Installing Ubuntu
J
dreadpiratejeff at gmail.com
Fri Mar 12 16:55:51 UTC 2010
On Fri, Mar 12, 2010 at 11:47, Amedee Van Gasse (ub)
<amedee-ubuntu at amedee.be> wrote:
> On Fri, March 12, 2010 17:44, Duncan Martinez wrote:
>>
>> Then the ubuntu-9.10-desktop-amd64.iso file is good for install in my
>> Intel-Dual Core, right?
>
> That's what the man said.
>
> Oh and another thing. The person who said or wrote that -amd64 is only for
> AMD processors is wrong. Please correct them, before they confuse other
> people.
Yeah, but the person who decided to call the 64bit ISO -amd64 is
equally wrong. If this was still back when you needed separate builds
for AMD64 and EM64T that would be one thing, but since that's not
really required anymore, a more generic term would be far more
appropriate and less confusing... x86_64 would be nice... x64 would
be too, though someone may confuse that with IA64 for some reason, but
not that many people know what an Itanium is anyway.. and the ones
that do would be smart enough to know the difference between them...
For the OP:
Steve and Amedee gave you the answer :-) the reason you'd want that
is 32bit won't make as efficient use of your 6GB of memory. If you
had 3GB or less, 32bit would be fine. at 4GB, 32bit still
realistically only gives you 3.5GB. 64bit should give you full use of
your 6GB for the most part.
A note of warning though... 64bit will run both 64bit and 32bit apps.

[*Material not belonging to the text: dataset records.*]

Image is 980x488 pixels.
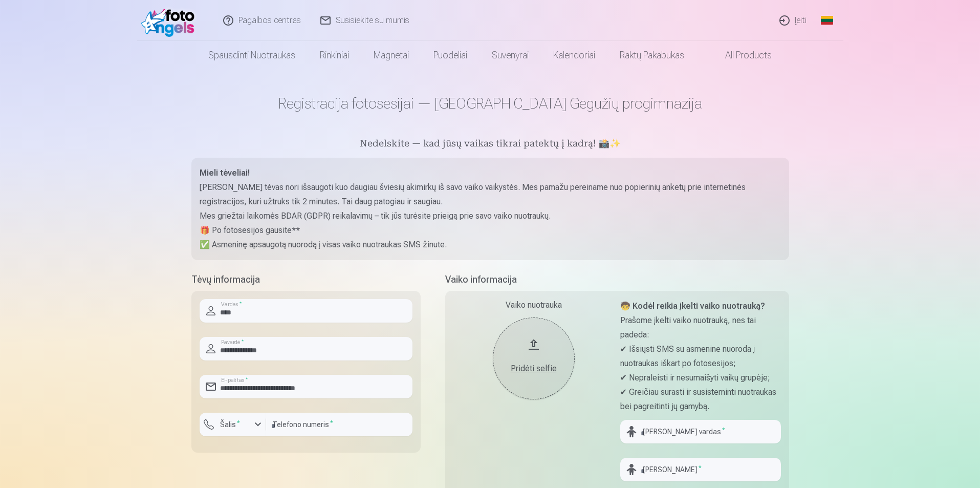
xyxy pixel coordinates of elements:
[307,41,361,69] a: Rinkiniai
[196,41,307,69] a: Spausdinti nuotraukas
[142,4,200,37] img: /fa2
[191,94,789,112] h1: Registracija fotosesijai — [GEOGRAPHIC_DATA] Gegužių progimnazija
[361,41,421,69] a: Magnetai
[191,137,789,151] h5: Nedelskite — kad jūsų vaikas tikrai patektų į kadrą! 📸✨
[503,362,564,375] div: Pridėti selfie
[199,180,781,209] p: [PERSON_NAME] tėvas nori išsaugoti kuo daugiau šviesių akimirkų iš savo vaiko vaikystės. Mes pama...
[620,313,781,342] p: Prašome įkelti vaiko nuotrauką, nes tai padeda:
[199,168,250,177] strong: Mieli tėveliai!
[696,41,784,69] a: All products
[620,301,765,311] strong: 🧒 Kodėl reikia įkelti vaiko nuotrauką?
[620,342,781,370] p: ✔ Išsiųsti SMS su asmenine nuoroda į nuotraukas iškart po fotosesijos;
[620,370,781,385] p: ✔ Nepraleisti ir nesumaišyti vaikų grupėje;
[607,41,696,69] a: Raktų pakabukas
[480,41,541,69] a: Suvenyrai
[445,272,789,287] h5: Vaiko informacija
[541,41,607,69] a: Kalendoriai
[191,272,421,287] h5: Tėvų informacija
[199,412,266,436] button: Šalis*
[199,238,781,252] p: ✅ Asmeninę apsaugotą nuorodą į visas vaiko nuotraukas SMS žinute.
[453,299,614,312] div: Vaiko nuotrauka
[620,385,781,413] p: ✔ Greičiau surasti ir susisteminti nuotraukas bei pagreitinti jų gamybą.
[493,317,575,399] button: Pridėti selfie
[216,419,244,429] label: Šalis
[199,224,781,238] p: 🎁 Po fotosesijos gausite**
[199,209,781,224] p: Mes griežtai laikomės BDAR (GDPR) reikalavimų – tik jūs turėsite prieigą prie savo vaiko nuotraukų.
[421,41,480,69] a: Puodeliai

When you install software, you'll want to get the 64bit programs when
possible. You'll find that in many cases, a given program will be
available in both 64bit and 32bit versions. For cases where there are
only 32bit versions, those should work fine on a 64bit system.
And because I throw the term 64bit around loosely... in this case,
64bit = amd64 or x86_64 or x64 (all one in the same now) and does not
mean IA64 (completely different processor architecture).